Friday, May. 27, 1966
Death No. 3
The way San Francisco's Dow Wilson saw it, leaders of the Brotherhood of Painters, Decorators and Paperhangers were more interested in lucre than lacquer. As secretary of San Francisco Local 4, the brotherhood's largest, Wilson waged a tireless battle against union officials' chicanery, citing as one instance a union-employer welfare fund in Sacramento that he claimed had been mishandled. Wilson was shot to death for his pains April 5. This month Lloyd Green, another crusading official of the same union, met the same fate.
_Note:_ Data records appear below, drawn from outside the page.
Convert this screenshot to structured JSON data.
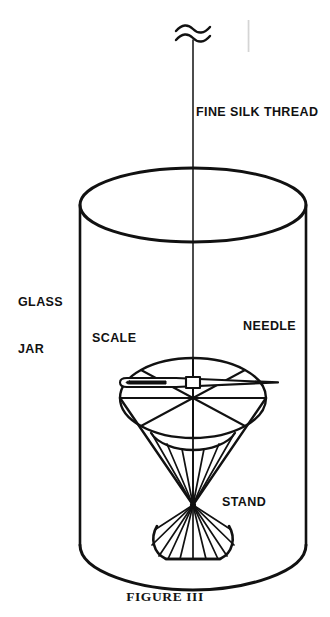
{
  "figure": {
    "caption": "FIGURE III",
    "title": "FIGURE III",
    "background_color": "#ffffff",
    "ink_color": "#111111"
  },
  "labels": {
    "thread": "FINE SILK THREAD",
    "glass_jar_line1": "GLASS",
    "glass_jar_line2": "JAR",
    "scale": "SCALE",
    "needle": "NEEDLE",
    "stand": "STAND"
  },
  "parts": [
    {
      "name": "fine-silk-thread",
      "label": "FINE SILK THREAD",
      "description": "vertical thread with break symbol at top"
    },
    {
      "name": "glass-jar",
      "label": "GLASS JAR",
      "description": "open cylinder enclosing apparatus"
    },
    {
      "name": "scale",
      "label": "SCALE",
      "description": "circular dial with eight radial spokes"
    },
    {
      "name": "needle",
      "label": "NEEDLE",
      "description": "magnetized sewing needle with eye at left"
    },
    {
      "name": "stand",
      "label": "STAND",
      "description": "double cone wireframe support"
    }
  ],
  "geometry": {
    "jar": {
      "cx": 193,
      "top_rim_cy": 205,
      "rx": 113,
      "ry": 37,
      "wall_left": 80,
      "wall_right": 306,
      "bottom_cy": 557,
      "bottom_ry": 33
    },
    "thread": {
      "x": 193,
      "y_top": 40,
      "y_bottom": 398
    },
    "break_symbol": {
      "x": 193,
      "y": 32
    },
    "scale": {
      "cx": 193,
      "cy": 398,
      "rx": 73,
      "ry": 40
    },
    "needle": {
      "x_eye": 125,
      "x_tip": 278,
      "y": 383
    },
    "stand": {
      "waist_x": 193,
      "waist_y": 505,
      "base_cy": 557,
      "base_rx": 38,
      "base_ry": 18
    }
  }
}
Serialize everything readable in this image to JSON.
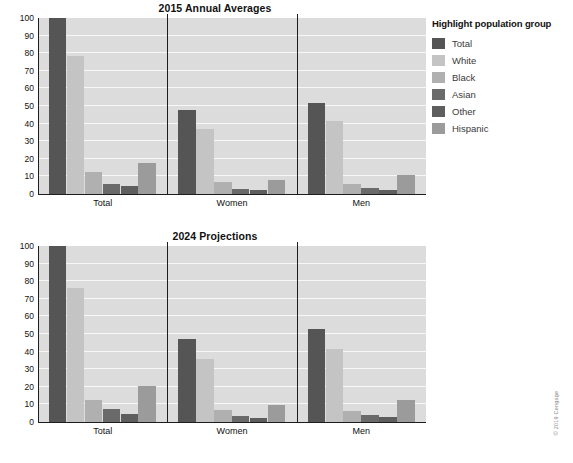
{
  "figure": {
    "credit": "© 2019 Cengage"
  },
  "legend": {
    "title": "Highlight population group",
    "items": [
      {
        "label": "Total",
        "color": "#555555"
      },
      {
        "label": "White",
        "color": "#c4c4c4"
      },
      {
        "label": "Black",
        "color": "#b0b0b0"
      },
      {
        "label": "Asian",
        "color": "#6a6a6a"
      },
      {
        "label": "Other",
        "color": "#5e5e5e"
      },
      {
        "label": "Hispanic",
        "color": "#9b9b9b"
      }
    ]
  },
  "chart_data": [
    {
      "id": "chart-2015",
      "type": "bar",
      "title": "2015 Annual Averages",
      "xlabel": "",
      "ylabel": "Percent",
      "ylim": [
        0,
        100
      ],
      "yticks": [
        0,
        10,
        20,
        30,
        40,
        50,
        60,
        70,
        80,
        90,
        100
      ],
      "grid": true,
      "legend_position": "right",
      "categories": [
        "Total",
        "Women",
        "Men"
      ],
      "series": [
        {
          "name": "Total",
          "color": "#555555",
          "values": [
            100.0,
            47.5,
            51.8
          ]
        },
        {
          "name": "White",
          "color": "#c4c4c4",
          "values": [
            78.4,
            36.8,
            41.7
          ]
        },
        {
          "name": "Black",
          "color": "#b0b0b0",
          "values": [
            12.6,
            6.8,
            5.8
          ]
        },
        {
          "name": "Asian",
          "color": "#6a6a6a",
          "values": [
            5.9,
            3.0,
            3.4
          ]
        },
        {
          "name": "Other",
          "color": "#5e5e5e",
          "values": [
            4.3,
            2.0,
            2.2
          ]
        },
        {
          "name": "Hispanic",
          "color": "#9b9b9b",
          "values": [
            17.7,
            8.0,
            10.7
          ]
        }
      ]
    },
    {
      "id": "chart-2024",
      "type": "bar",
      "title": "2024 Projections",
      "xlabel": "",
      "ylabel": "Percent",
      "ylim": [
        0,
        100
      ],
      "yticks": [
        0,
        10,
        20,
        30,
        40,
        50,
        60,
        70,
        80,
        90,
        100
      ],
      "grid": true,
      "legend_position": "right",
      "categories": [
        "Total",
        "Women",
        "Men"
      ],
      "series": [
        {
          "name": "Total",
          "color": "#555555",
          "values": [
            100.0,
            47.2,
            52.9
          ]
        },
        {
          "name": "White",
          "color": "#c4c4c4",
          "values": [
            76.3,
            35.8,
            41.5
          ]
        },
        {
          "name": "Black",
          "color": "#b0b0b0",
          "values": [
            12.7,
            7.1,
            6.4
          ]
        },
        {
          "name": "Asian",
          "color": "#6a6a6a",
          "values": [
            7.2,
            3.6,
            4.2
          ]
        },
        {
          "name": "Other",
          "color": "#5e5e5e",
          "values": [
            4.8,
            2.5,
            3.0
          ]
        },
        {
          "name": "Hispanic",
          "color": "#9b9b9b",
          "values": [
            20.4,
            9.6,
            12.6
          ]
        }
      ]
    }
  ]
}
After the arrest (TIME, May 20) of five murder suspects--two of whom had been fund trustees, another its auditor--authorities understandably started taking a closer look at the disputed $500,000 welfare account.
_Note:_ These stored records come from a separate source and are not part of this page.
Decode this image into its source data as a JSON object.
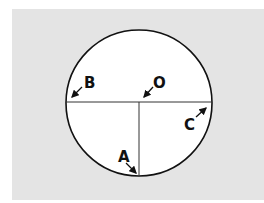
{
  "figure": {
    "type": "circle-diagram",
    "background_color": "#e4e4e4",
    "circle_fill": "#ffffff",
    "stroke_color": "#111111",
    "labels": {
      "B": "B",
      "O": "O",
      "C": "C",
      "A": "A"
    }
  }
}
The fund's administrator, Sture Youngren, 57, at first insisted: "There has been no till tapping that I can see." Last week, however, Youngren, a Sacramento insurance executive, told the district attorney's office that he and two of the men indicted for conspiring to murder Wilson had in fact tapped the till of $76,000. U.S. Labor Department investigators promptly made an appointment to meet Youngren at his office that night for further questioning. When they showed up, the office was dark. They found Youngren's body in a rest room, a bullet wound in the head, a .45-cal. pistol on the floor. Near by were a will and a note Youngren had scrawled to his wife: "I know this is the coward's way out, but I'm going to take it."